Engineering oral stories: a conceptual model of traditions as water
DOI:
https://doi.org/10.47989/ir31iConf64170Keywords:
Indigenous data sovereignty, Oral storytelling traditions, Cataloguing, FRBR, OCAPAbstract
Introduction. Oral narratives often change form and ownership as they transition from speech to text, yet cataloguing practices rarely capture this fluidity. This study examines how description can mirror the layered nature of stories, rather than freezing them at the moment of initial recording.
Method. A comparative case design is used. First, recensions of the Táin Bó Cúailnge are examined through de Laet and Mol’s (2000) ‘fluid‑technology’ lens to model how narrative parts are exchanged like pump components. Second, Mapping Assiniboia Residential School Survivor Stories: Did You See Us? is presented to demonstrate an Indigenous perspective in contemporary North America.
Analysis. The analysis of these two case studies is a literary review that provides a theoretical framing of scholarly responses to FRBR, addressing and situating how different oral traditions align in a central ambiguity.
Results. In both cases, a recurring chain appeared: community blueprint, local knowledge carriers, and distribution principles. Conventional catalogues only document the carrier, leaving the blueprint and flow unseen. A three-tier FRBR-Lite model captures all layers without the data overhead that hinders full FRBR adoption.
Conclusions. Treating description as hydraulic stewardship—tracking blueprint, pump, and flow—aligns metadata with long-standing narrative fluidity and honours Indigenous sovereignty by incorporating community protocols at the carrier level.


§ What the task requires
Every line of the material below in which "this" shows up is to be located and copied.

§ Records supplied

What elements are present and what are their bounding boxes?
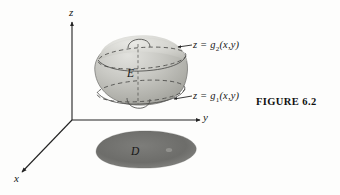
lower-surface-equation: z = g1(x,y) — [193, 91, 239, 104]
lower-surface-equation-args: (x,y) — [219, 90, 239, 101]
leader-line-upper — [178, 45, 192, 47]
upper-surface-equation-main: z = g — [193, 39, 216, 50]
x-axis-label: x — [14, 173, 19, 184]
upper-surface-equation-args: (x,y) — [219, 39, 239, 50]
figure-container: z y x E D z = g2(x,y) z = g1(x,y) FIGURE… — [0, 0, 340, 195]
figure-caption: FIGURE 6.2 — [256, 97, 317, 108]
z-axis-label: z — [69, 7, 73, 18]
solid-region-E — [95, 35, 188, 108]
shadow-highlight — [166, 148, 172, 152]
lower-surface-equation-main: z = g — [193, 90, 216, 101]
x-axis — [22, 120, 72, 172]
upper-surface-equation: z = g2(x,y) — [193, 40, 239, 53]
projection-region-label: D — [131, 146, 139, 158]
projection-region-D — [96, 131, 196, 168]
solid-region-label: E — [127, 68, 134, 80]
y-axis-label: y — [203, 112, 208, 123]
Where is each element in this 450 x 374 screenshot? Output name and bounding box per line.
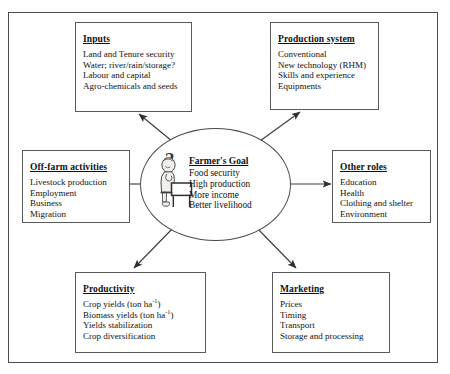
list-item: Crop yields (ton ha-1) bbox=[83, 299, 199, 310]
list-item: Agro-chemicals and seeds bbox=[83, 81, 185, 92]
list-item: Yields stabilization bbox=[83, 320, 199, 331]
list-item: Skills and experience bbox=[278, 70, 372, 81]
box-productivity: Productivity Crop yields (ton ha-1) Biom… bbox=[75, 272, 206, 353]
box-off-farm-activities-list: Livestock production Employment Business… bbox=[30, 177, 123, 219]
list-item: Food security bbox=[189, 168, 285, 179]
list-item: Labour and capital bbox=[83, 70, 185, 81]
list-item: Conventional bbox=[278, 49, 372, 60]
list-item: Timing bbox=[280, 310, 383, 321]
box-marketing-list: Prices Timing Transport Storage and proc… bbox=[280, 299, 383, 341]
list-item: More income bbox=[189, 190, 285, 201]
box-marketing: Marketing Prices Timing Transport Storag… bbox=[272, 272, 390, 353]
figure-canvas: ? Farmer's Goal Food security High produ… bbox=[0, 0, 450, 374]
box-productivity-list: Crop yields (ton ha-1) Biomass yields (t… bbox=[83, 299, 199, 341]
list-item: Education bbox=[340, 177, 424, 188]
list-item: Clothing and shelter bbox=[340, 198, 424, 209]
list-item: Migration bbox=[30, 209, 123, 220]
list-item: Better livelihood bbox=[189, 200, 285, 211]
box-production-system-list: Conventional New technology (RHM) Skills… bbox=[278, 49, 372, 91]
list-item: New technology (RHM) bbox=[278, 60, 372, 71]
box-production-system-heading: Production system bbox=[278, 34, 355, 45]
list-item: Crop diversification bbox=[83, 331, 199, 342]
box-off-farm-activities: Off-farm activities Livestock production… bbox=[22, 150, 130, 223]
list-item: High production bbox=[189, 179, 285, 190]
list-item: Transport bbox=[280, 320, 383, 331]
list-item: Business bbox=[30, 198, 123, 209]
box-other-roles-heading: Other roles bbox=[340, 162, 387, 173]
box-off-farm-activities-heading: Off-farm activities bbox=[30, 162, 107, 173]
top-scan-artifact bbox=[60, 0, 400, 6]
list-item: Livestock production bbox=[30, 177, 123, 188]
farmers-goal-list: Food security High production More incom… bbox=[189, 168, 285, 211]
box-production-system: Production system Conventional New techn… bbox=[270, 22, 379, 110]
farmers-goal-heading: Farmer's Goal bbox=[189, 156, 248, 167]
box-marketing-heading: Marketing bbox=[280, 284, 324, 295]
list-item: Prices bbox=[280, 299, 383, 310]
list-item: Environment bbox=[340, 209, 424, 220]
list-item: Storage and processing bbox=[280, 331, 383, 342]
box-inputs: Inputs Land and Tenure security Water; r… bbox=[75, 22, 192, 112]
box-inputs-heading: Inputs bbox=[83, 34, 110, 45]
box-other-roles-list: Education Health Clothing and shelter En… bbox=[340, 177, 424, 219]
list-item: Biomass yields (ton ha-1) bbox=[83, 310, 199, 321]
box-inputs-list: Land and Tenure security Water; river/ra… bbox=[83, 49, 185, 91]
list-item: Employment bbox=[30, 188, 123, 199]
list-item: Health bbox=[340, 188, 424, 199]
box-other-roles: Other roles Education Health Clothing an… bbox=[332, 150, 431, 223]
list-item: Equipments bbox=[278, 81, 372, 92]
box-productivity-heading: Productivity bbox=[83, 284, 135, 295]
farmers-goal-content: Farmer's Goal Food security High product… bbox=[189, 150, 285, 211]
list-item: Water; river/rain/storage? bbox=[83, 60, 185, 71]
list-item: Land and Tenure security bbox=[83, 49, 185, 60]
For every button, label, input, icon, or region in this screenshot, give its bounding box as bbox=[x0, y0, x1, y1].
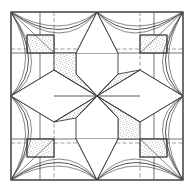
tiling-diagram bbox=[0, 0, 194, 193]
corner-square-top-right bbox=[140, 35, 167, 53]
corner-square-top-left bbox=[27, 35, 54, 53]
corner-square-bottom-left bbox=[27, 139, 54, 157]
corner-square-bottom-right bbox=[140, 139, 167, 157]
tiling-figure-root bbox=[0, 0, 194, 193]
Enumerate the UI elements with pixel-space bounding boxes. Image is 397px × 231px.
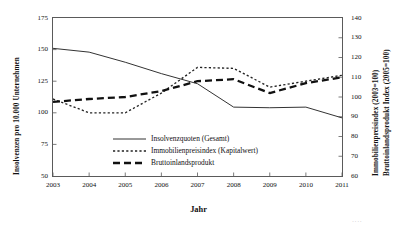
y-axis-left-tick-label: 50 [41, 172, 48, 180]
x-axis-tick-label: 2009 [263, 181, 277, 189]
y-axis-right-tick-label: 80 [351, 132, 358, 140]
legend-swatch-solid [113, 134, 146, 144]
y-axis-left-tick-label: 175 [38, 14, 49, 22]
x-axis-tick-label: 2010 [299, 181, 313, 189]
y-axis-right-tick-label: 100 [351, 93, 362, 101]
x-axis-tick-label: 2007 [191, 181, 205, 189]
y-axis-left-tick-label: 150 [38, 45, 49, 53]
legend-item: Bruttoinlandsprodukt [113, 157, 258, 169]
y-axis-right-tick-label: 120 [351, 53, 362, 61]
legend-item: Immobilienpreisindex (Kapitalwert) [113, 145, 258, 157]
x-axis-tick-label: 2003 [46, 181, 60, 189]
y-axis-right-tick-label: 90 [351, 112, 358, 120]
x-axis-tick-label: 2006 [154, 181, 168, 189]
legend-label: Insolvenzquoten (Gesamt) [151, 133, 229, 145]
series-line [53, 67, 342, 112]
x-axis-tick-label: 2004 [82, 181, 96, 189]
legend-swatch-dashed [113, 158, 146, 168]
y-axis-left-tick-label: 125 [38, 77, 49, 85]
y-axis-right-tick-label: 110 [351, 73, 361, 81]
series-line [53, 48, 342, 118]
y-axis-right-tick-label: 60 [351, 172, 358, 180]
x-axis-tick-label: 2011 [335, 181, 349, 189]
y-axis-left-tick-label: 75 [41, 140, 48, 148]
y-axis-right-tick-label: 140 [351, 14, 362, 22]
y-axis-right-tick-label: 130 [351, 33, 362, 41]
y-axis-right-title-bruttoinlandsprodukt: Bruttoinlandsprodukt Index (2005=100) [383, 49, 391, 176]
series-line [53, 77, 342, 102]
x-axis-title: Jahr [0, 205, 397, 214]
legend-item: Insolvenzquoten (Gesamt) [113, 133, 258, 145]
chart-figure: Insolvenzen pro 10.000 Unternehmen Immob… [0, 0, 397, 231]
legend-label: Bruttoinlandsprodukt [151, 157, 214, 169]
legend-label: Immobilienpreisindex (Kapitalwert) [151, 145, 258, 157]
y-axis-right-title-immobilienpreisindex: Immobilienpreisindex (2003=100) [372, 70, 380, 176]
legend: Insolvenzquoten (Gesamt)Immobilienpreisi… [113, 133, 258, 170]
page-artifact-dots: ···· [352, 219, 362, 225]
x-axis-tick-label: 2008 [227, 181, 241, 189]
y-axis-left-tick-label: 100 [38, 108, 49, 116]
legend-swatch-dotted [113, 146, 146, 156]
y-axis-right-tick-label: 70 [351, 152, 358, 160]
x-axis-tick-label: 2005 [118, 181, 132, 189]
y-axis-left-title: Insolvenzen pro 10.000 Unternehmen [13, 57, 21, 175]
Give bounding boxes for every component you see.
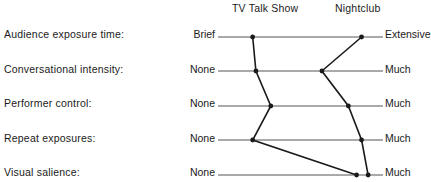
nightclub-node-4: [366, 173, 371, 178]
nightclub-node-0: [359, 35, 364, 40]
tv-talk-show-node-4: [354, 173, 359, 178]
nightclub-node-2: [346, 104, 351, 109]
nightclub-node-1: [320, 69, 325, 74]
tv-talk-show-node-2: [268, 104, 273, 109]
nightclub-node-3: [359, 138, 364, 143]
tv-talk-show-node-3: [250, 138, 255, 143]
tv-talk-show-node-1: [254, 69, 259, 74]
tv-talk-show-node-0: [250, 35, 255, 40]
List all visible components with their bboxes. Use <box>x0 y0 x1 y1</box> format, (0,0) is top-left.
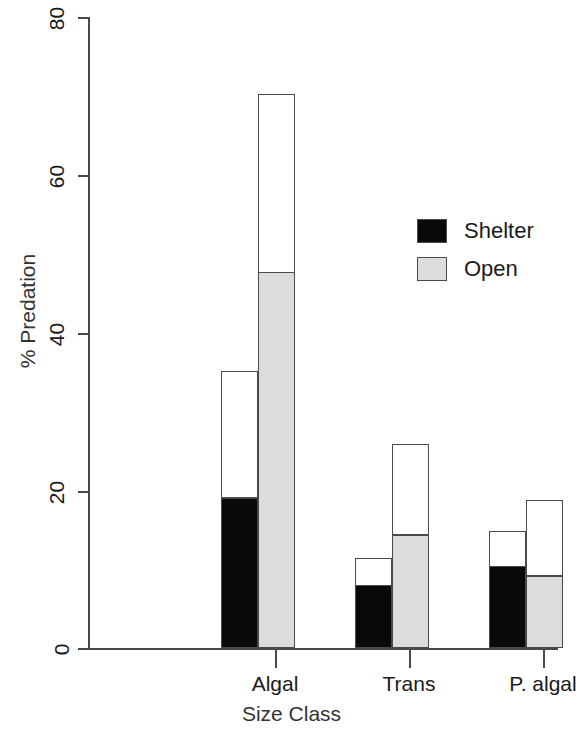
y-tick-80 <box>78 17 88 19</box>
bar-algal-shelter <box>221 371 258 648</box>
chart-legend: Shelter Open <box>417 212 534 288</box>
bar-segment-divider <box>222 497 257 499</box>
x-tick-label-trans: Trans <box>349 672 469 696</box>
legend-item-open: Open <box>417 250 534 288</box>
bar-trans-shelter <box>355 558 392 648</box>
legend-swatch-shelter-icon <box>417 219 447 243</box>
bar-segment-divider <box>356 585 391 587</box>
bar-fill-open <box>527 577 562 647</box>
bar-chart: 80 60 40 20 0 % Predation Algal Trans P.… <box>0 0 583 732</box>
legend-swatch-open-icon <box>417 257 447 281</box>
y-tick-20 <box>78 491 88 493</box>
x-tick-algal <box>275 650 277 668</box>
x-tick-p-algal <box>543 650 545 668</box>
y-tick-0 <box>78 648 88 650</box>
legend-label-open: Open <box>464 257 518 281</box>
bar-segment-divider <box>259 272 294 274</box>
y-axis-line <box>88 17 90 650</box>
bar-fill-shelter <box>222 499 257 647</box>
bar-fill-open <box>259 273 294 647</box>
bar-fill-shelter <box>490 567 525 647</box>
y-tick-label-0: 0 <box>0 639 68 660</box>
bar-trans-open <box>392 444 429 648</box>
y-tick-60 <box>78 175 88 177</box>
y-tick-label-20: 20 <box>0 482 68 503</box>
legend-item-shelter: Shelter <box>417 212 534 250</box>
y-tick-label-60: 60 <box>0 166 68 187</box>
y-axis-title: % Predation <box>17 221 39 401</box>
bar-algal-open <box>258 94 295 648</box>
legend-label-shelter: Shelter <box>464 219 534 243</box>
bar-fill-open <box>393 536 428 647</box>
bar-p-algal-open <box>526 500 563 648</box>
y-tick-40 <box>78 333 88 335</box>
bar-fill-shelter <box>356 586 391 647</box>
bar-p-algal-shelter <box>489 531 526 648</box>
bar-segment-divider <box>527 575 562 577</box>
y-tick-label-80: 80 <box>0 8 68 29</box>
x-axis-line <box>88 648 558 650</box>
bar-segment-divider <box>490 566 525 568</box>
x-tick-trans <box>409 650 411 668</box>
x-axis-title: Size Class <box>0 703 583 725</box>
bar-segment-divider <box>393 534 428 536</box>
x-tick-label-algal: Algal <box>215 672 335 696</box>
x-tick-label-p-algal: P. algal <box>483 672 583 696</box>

§ Exercise output
Where is each element in this 450 x 374 screenshot? Output name and bounding box per line.
For every button, label, input, icon, or region in this screenshot, give its bounding box as bbox=[x0, y0, x1, y1].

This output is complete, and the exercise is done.